The Realm of Darkness is stated to be the parallel for the Realm of Light, and the Realm of Darkness is stated to have no time. This much appears to be true, but I'm not sure I understand the implication here - the two realms being "parallels" of one another can mean many things, many possibilities of which don't inherently mean their approach to time in particular is mirrored. If they are "parallel" (just for one example, not necessarily the correct example) in the sense that the physical world in the Realm of Light is mirrored in the Realm of Darkness, this doesn't really have any implications on how the two realms treat time. The fact that the Realm of Darkness doesn't possess time doesn't inherently mean the Realm of Light does (or, more specifically, that all of it possesses time).
- DIrector's Secret Report XIIIAs for the structure of the worlds, first, the so-to-speak normal worlds—the ones that Sora, the Disney characters and we live on—are situated in the Realm of Light. If you picture those worlds as existing on the same level on top of a giant plane, then on a separate level, in other words on the reverse side, exists the Realm of Darkness.
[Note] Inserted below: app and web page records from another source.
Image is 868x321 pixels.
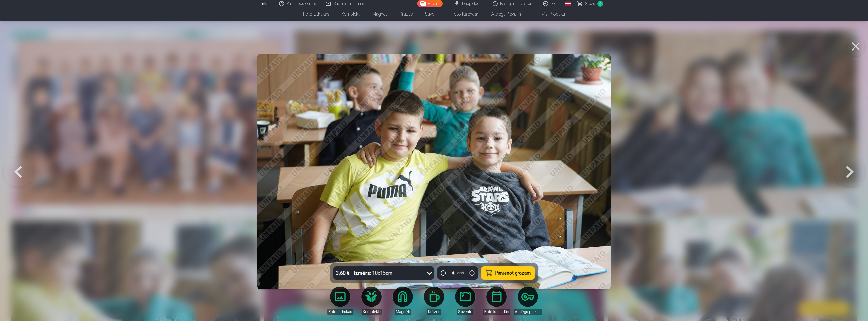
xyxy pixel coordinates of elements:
a: Komplekti [335,7,366,21]
span: Pievienot grozam [496,271,531,276]
div: 3,60 € [333,267,352,280]
a: Foto izdrukas [297,7,335,21]
div: Foto kalendāri [484,309,510,315]
span: Grozs [585,1,595,6]
div: Suvenīri [457,309,473,315]
a: Suvenīri [419,7,446,21]
div: 10x15cm [354,267,393,280]
a: Foto kalendāri [482,287,511,315]
a: Foto kalendāri [446,7,485,21]
div: Magnēti [395,309,411,315]
a: Visi produkti [528,7,571,21]
div: Foto izdrukas [327,309,354,315]
a: Krūzes [420,287,448,315]
a: Suvenīri [451,287,480,315]
a: Krūzes [394,7,419,21]
a: Atslēgu piekariņi [514,287,542,315]
div: Atslēgu piekariņi [514,309,542,315]
a: Komplekti [357,287,386,315]
a: Magnēti [389,287,417,315]
div: Krūzes [427,309,441,315]
strong: Izmērs : [354,270,371,277]
button: Pievienot grozam [481,267,535,280]
div: Komplekti [362,309,381,315]
a: Magnēti [366,7,394,21]
a: Foto izdrukas [326,287,354,315]
div: gab. [458,270,465,276]
span: 0 [597,1,603,6]
img: /fa1 [262,2,268,5]
a: Atslēgu piekariņi [485,7,528,21]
And keeping in mind that the Realm of Light alongside the Realm Between are basically the Ocean Between, it's clear that being "parallel" in this context is talking about them being similar structures, in fact that was accepted in the previous thread while making the infinite speed stuff valid, as it's basically a qualitative infinite 5-D structure like it, even fitting entire universes within it not unlike the Ocean Between.
And another thing:
"Finally, the Master of Masters does a monologue about how they will end the world and discard time (explicitly including beyond the "world" of the age of fairytales, thus the Ocean Between), all to defeat the darkness."
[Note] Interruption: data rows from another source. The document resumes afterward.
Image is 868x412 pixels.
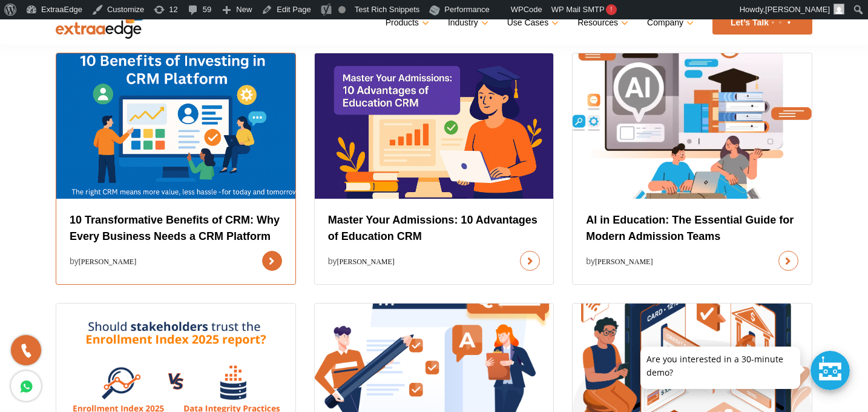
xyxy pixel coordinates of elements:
[577,14,626,32] a: Resources
[646,14,691,32] a: Company
[765,5,830,14] span: [PERSON_NAME]
[712,11,812,35] a: Let’s Talk
[385,14,427,32] a: Products
[507,14,556,32] a: Use Cases
[448,14,485,32] a: Industry
[606,5,616,15] span: !
[810,351,849,390] div: Chat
The quote in question linked states "That's why we need to leave this world - to bring it to an end, to abandon the notion of time and what separates our worlds. All so we can defeat the darkness.". Even if "what separates our worlds" is the Ocean Between, this doesn't conflate the two concepts together - in fact, it refers to abandoning the "notion of time" and "what separates our worlds" independently. This doesn't suggest time is a part of "what separates our worlds".
Well, as you've quoted, note how he mentions before hand "we need to leave this world", and in that context would refer to the one of the age of fairytales, which makes sense considering that this world is then erased as a whole a bit later. See the first paragraph of the blog in the OP for more information on that.
I know this post has already gone on obnoxiously long, but my point is that every interpretation I've seen in the blog seems to leave some room for doubt - I've not seen anything give a very strong case for the Ocean Between possessing it's own time axis, just a few things that might suggest it. I'd like elaboration on the points I've brought up, because most of what I've seen seems speculative and open to doubt.
Yeah, this series likes to be vague at times on stuff so users may try to connect the dots by themselves, which in turn is why I'm presenting multiple implications in relation to the premise, overall making a decent case of this idea in relation to the cosmology of the series.